Quantum variance and fluctuations for Walsh-quantized baker's maps
Laura Shou
TL;DR
The paper analyzes Walsh-quantized baker maps as models of quantum chaos on the torus, establishing a detailed link between quantum matrix-element fluctuations and classical baker-map correlations. It proves that for $D eq4$, the scaled diagonal matrix-element fluctuations are asymptotically Gaussian with variance $V(a)$ determined by classical time-correlation sums, and the empirical distribution converges to $ ext{N}(0,V(a))$; for $D=4$ a fractal subset induces a subtle, observable-dependent shift, producing a Gaussian mixture in the limit. It also proves a quantum-ETH-type statement for off-diagonal matrix elements: after appropriate normalization by a classical-correlation factor $f_a(oldsymbol{ alpha},oldsymbol{ beta})$, off-diagonal entries converge to standard complex Gaussian distributions, both within and across eigenspaces.
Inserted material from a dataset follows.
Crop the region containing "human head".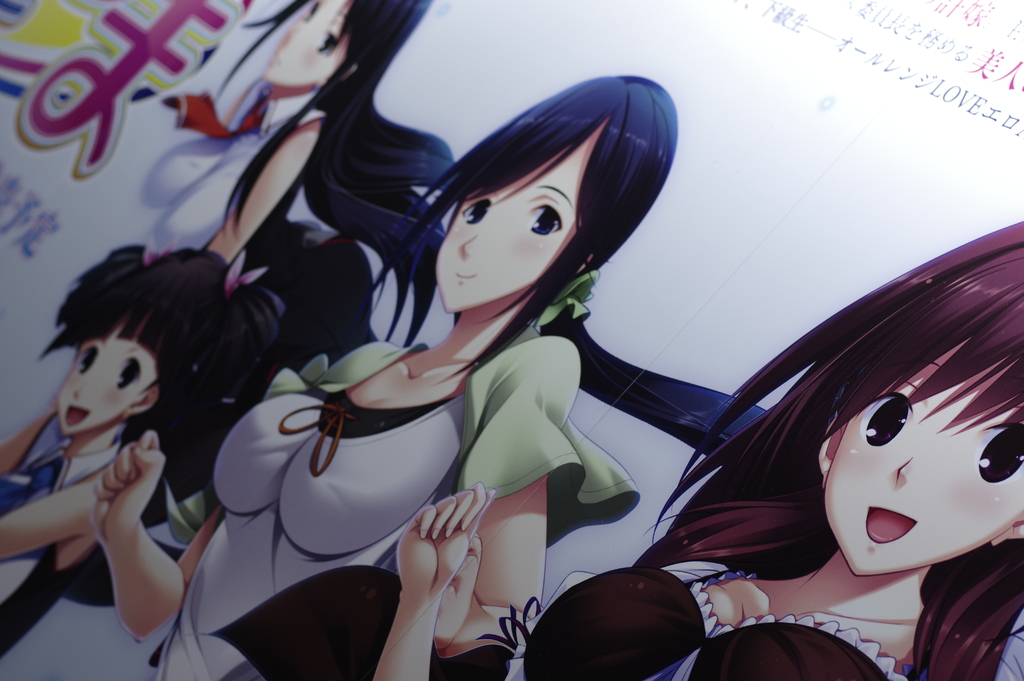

The analysis hinges on phase-cancellation mechanisms near the Ehrenfest time, precise Weingarten calculus for random quadratic forms, and a careful treatment of classical correlations encoded by the baker map. Overall, the results provide a precise rate of convergence in quantum ergodicity for these highly degenerate quantum maps and reveal how microscopic eigenstate structure, via classical correlations, shapes fluctuations and ETH-like behavior in a discrete-time quantum chaotic system.
Abstract
The Walsh-quantized baker's maps are models for quantum chaos on the torus. We show that for all baker's map scaling factors $D\ge2$ except for $D=4$, typically (in the sense of Haar measure on the eigenspaces, which are degenerate) the empirical distribution of the scaled matrix element fluctuations $\sqrt{N}\{\langle \varphi^{(j)}|\operatorname{Op}_{k,\ell}(a)|\varphi^{(j)}\rangle-\int_{\mathbb{T}^2}a\}_{j=1}^{N}$ for a random eigenbasis $\{\varphi^{(j)}\}_{j=1}^{N}$ is asymptotically Gaussian in the semiclassical limit $N\to\infty$, with variance given in terms of classical baker's map correlations. This determines the precise rate of convergence in the quantum ergodic theorem for these eigenbases. We obtain a version of the Eigenstate Thermalization Hypothesis (ETH) for these eigenstates, including a limiting complex Gaussian distribution for the off-diagonal matrix elements, with variances also given in terms of classical correlations. The presence of the classical correlations highlights that these eigenstates, while random, have microscopic correlations that differentiate them from Haar random vectors. For the single value $D=4$, the Gaussianity of the matrix element fluctuations depends on the values of the classical observable on a fractal subset of the torus.